Cheat sheet · No. V

Cron.

Five fields — minute through day-of-week — and a command. The traps are step syntax, the way day-of-month and day-of-week combine, and the timezone the daemon runs in.

Printable One A4 page
PLATE — CronFIG. V * min * hour * dom * mon * dow */15 9 * * 1-5 every 15m, 9am, weekdaysone page, pinned to the wall.
The reference
# ┌──────── minute        (0 - 59)
# │ ┌────── hour          (0 - 23)
# │ │ ┌──── day-of-month  (1 - 31)
# │ │ │ ┌── month         (1 - 12)
# │ │ │ │ ┌ day-of-week   (0 - 7) Sun = 0 or 7
# │ │ │ │ │
# * * * * *  command-to-run
MODIFIERS
*
Every value
5,10,15
List of values
5-15
Range
*/15
Every 15 (units)
0-30/5
Step within range
SUN-SAT
Day-of-week names
JAN-DEC
Month names
PATTERNS
0 * * * *
Top of every hour
*/5 * * * *
Every 5 minutes
0 9 * * 1-5
9am, weekdays
0 0 1 * *
Midnight, first of month
0 0 * * 0
Midnight, Sundays
@reboot
Once at startup
@daily
= 0 0 * * *
Field notes
Day fields are OR, not AND

0 0 13 * 5 runs on the 13th OR any Friday — not Friday the 13th.
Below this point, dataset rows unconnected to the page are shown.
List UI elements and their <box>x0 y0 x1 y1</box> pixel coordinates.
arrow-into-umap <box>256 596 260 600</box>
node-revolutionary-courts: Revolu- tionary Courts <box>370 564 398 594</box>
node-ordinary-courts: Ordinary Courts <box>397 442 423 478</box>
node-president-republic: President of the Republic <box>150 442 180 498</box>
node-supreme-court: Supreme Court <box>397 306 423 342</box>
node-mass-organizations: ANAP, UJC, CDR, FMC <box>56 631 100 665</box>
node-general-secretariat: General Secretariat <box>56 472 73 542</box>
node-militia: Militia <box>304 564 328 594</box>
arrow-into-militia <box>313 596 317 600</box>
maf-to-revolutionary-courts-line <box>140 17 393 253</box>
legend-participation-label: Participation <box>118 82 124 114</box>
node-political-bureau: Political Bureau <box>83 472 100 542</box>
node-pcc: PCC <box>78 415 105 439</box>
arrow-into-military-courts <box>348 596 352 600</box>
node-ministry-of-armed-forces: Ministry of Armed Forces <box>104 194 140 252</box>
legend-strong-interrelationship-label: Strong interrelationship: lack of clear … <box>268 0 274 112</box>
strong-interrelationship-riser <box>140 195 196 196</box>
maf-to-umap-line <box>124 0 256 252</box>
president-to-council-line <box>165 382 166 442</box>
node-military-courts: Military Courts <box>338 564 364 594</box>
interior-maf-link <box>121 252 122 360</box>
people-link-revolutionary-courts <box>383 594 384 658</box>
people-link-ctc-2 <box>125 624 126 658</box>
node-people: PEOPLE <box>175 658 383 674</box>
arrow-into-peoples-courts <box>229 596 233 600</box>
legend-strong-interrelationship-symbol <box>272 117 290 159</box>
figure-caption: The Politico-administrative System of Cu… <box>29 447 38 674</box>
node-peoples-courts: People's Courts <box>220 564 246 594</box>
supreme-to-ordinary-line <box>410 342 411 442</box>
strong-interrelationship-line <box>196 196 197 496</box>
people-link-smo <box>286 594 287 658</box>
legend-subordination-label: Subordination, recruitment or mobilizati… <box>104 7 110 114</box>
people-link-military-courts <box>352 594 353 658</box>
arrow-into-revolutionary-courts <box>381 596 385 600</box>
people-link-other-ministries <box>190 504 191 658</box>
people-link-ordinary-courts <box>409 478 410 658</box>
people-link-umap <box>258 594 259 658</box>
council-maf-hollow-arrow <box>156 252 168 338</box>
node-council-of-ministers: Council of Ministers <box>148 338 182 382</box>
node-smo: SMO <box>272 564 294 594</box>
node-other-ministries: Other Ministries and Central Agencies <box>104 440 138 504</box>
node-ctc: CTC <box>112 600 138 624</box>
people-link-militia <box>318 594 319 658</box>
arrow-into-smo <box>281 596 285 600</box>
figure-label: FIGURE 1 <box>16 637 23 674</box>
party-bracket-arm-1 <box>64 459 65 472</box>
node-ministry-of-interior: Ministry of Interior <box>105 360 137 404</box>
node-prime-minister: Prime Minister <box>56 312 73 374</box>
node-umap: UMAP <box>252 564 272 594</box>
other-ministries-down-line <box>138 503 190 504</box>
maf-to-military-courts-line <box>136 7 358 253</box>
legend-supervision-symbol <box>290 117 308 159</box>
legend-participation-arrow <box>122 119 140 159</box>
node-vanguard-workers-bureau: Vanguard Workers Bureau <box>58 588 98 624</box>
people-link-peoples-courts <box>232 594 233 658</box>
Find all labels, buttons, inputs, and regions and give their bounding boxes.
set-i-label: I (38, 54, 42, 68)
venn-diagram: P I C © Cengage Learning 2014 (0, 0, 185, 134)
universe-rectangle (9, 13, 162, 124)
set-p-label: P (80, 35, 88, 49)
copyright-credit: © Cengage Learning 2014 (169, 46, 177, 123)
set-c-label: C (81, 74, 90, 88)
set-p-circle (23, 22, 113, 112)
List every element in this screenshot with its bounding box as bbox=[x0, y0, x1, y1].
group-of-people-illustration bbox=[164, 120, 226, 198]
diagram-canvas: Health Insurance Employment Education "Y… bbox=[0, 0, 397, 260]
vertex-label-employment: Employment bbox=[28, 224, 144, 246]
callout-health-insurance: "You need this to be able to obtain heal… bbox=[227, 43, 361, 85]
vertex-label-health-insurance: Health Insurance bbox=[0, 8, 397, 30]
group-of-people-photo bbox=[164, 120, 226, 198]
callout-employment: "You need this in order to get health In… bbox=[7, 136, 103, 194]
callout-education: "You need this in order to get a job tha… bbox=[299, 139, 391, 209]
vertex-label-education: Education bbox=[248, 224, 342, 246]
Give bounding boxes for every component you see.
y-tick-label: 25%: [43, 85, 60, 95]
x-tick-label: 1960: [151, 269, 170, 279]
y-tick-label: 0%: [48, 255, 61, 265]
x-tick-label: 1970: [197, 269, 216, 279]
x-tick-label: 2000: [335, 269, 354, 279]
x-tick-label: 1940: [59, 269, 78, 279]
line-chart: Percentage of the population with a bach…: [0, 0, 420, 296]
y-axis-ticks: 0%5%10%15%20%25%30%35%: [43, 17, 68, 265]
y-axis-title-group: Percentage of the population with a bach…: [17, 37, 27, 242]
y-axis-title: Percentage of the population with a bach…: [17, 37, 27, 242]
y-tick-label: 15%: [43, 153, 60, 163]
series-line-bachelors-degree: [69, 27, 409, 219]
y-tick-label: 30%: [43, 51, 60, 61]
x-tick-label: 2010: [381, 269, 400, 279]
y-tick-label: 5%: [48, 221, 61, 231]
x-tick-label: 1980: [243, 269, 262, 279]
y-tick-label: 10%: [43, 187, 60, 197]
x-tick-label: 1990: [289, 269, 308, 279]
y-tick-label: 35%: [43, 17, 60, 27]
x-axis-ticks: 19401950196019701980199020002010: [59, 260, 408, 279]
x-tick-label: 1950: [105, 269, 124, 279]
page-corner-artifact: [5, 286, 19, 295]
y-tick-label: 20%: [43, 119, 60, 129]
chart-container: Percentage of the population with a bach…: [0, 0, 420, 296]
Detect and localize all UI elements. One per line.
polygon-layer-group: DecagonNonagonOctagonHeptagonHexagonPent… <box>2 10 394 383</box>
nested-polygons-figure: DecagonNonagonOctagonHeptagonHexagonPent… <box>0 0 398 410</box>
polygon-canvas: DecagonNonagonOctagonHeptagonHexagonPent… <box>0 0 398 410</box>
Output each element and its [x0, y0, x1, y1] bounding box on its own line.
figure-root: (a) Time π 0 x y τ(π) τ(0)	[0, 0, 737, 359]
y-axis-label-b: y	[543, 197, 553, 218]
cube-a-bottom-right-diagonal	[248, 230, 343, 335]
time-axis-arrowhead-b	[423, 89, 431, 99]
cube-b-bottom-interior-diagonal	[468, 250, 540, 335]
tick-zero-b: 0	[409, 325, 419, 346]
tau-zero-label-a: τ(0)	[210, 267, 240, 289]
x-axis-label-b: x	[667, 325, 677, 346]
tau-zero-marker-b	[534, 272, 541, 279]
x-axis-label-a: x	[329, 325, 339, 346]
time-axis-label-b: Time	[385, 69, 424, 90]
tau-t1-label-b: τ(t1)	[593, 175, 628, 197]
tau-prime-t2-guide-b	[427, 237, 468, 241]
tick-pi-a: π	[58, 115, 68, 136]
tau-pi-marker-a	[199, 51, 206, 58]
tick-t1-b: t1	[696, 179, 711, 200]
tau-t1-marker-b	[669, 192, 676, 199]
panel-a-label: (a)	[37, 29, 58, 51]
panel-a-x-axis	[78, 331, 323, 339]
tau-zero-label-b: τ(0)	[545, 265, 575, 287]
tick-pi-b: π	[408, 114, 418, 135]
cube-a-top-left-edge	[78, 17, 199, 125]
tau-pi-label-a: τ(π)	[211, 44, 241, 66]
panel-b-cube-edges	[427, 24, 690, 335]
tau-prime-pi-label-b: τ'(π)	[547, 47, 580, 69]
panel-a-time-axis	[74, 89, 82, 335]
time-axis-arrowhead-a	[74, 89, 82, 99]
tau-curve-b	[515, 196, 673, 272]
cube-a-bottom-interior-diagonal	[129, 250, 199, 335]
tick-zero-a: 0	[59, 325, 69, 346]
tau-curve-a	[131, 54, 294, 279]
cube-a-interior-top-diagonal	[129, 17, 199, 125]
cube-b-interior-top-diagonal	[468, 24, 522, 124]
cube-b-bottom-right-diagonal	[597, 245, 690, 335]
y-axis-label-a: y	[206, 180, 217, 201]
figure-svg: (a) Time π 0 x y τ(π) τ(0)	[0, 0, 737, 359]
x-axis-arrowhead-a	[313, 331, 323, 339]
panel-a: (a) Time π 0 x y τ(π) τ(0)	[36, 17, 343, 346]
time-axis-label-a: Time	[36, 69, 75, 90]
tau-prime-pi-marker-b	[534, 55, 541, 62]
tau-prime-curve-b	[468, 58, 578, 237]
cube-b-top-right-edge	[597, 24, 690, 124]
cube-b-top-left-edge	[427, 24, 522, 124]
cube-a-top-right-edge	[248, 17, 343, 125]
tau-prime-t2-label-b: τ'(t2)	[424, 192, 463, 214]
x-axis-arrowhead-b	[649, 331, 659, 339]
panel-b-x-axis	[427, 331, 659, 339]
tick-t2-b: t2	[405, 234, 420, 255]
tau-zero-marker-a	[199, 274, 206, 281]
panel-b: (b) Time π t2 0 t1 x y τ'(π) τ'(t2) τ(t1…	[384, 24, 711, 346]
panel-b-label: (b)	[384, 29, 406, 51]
When both day fields are set, either match fires.

Steps count from zero

*/15 means every 15 units starting at 0 — :00, :15, :30, :45 — not "every 15 minutes from now".

Mind the timezone

Cron uses the daemon timezone, often UTC. Daylight-saving transitions can skip a run or fire it twice.

Prefer the shortcuts

@daily and @reboot read far clearer than 0 0 * * * — use them whenever the schedule is a standard one.

Tip: hit ⌘P / Ctrl-P to save this single page as a PDF or print it for the wall.